_Problem description_.
Which lines run from the line with "Identify the location" to the end of the entries? Write out exactly those, leaving out the pictures.

_Provided data_.
+---+
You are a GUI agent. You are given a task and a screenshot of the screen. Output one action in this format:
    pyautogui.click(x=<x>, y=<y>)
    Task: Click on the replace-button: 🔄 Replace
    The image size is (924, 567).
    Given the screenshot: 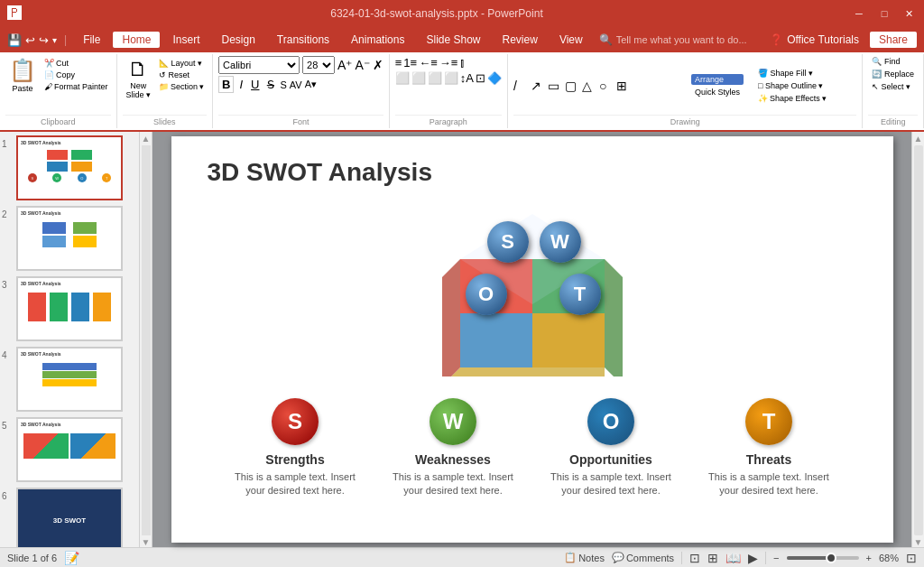 What is the action you would take?
    pyautogui.click(x=893, y=74)
    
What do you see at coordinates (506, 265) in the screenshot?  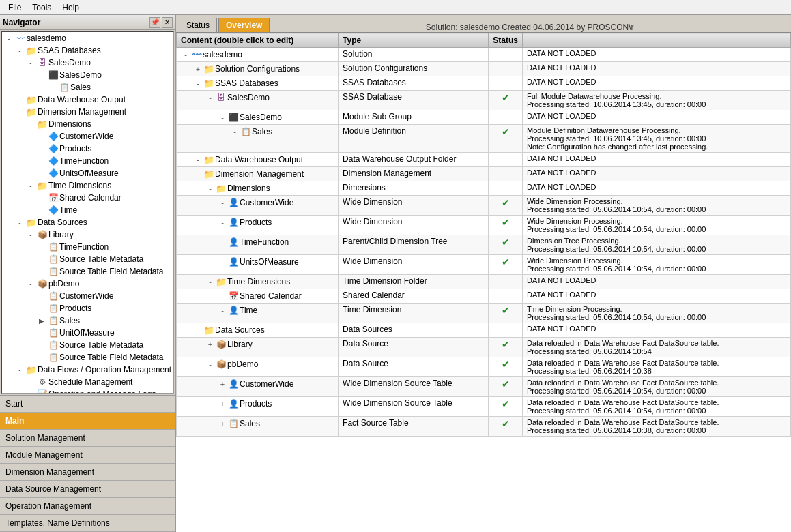 I see `status-cell: ✔` at bounding box center [506, 265].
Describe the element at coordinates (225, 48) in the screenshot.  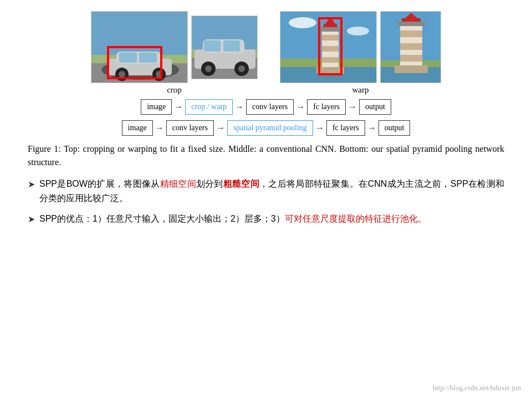
I see `car-cropped-svg` at that location.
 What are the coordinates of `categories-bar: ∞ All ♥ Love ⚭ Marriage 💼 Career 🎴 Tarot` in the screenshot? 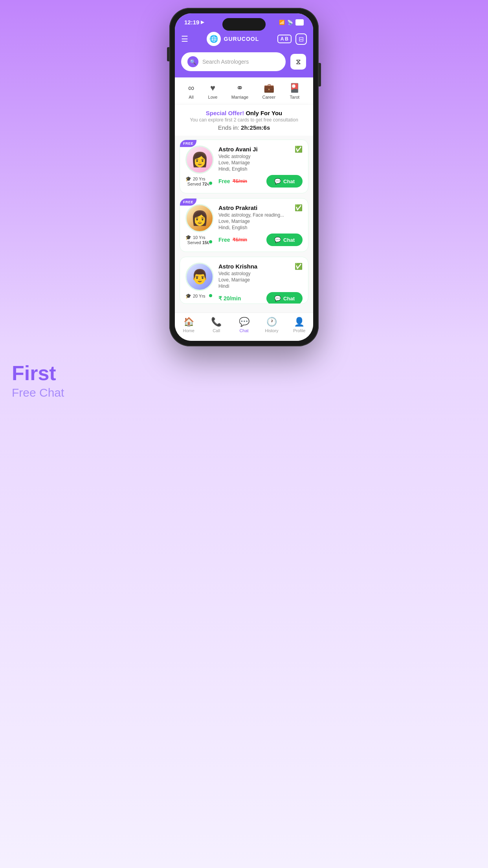 It's located at (244, 91).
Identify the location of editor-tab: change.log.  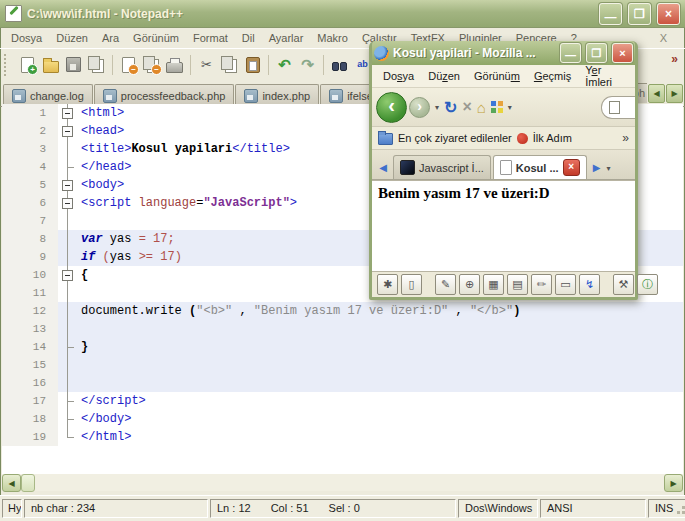
(48, 95).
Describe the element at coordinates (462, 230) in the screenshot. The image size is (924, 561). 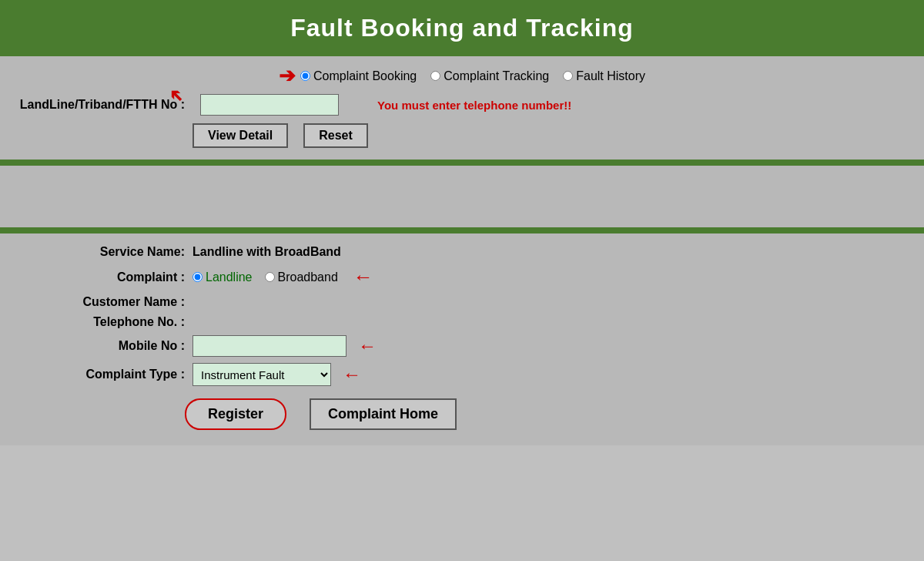
I see `green-divider-bottom` at that location.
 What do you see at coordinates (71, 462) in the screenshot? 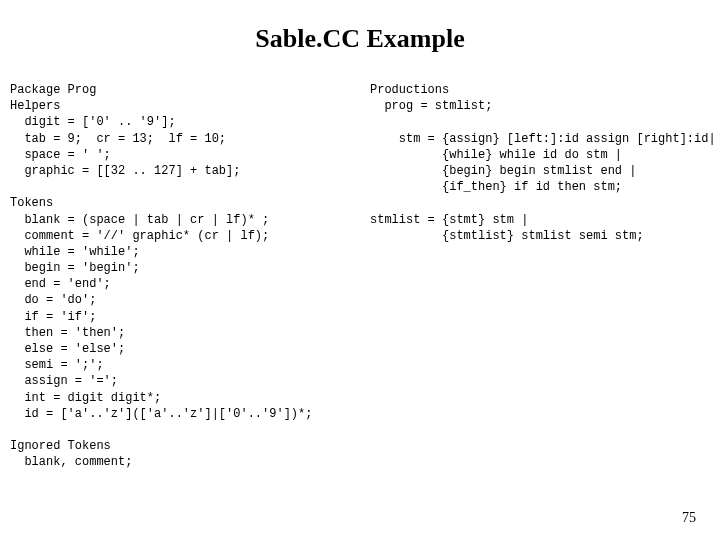
I see `code-line: blank, comment;` at bounding box center [71, 462].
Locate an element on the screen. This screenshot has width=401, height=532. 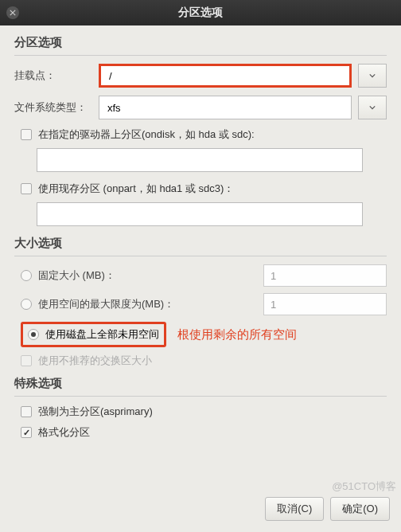
titlebar: 分区选项 is located at coordinates (200, 13).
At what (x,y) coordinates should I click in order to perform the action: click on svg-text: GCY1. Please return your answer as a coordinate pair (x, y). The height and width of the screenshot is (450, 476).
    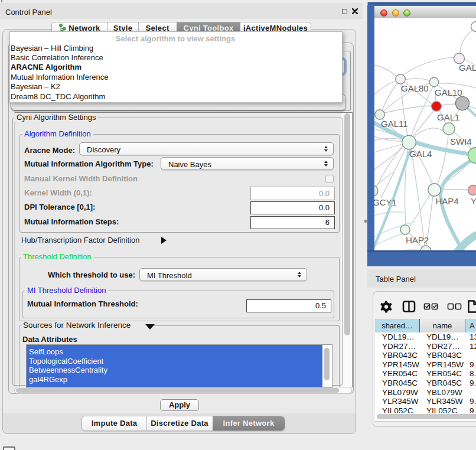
+---+
_Answer section_.
Identify the location of editor-tab: change.log.  
(48, 95).
Describe the element at coordinates (462, 230) in the screenshot. The image size is (924, 561). 
I see `green-divider-bottom` at that location.
 What do you see at coordinates (71, 462) in the screenshot? 
I see `code-line: blank, comment;` at bounding box center [71, 462].
Locate an element on the screen. This screenshot has width=401, height=532. 
titlebar: 分区选项 is located at coordinates (200, 13).
At what (x,y) coordinates should I click in order to perform the action: click on svg-text: GCY1. Please return your answer as a coordinate pair (x, y). The height and width of the screenshot is (450, 476).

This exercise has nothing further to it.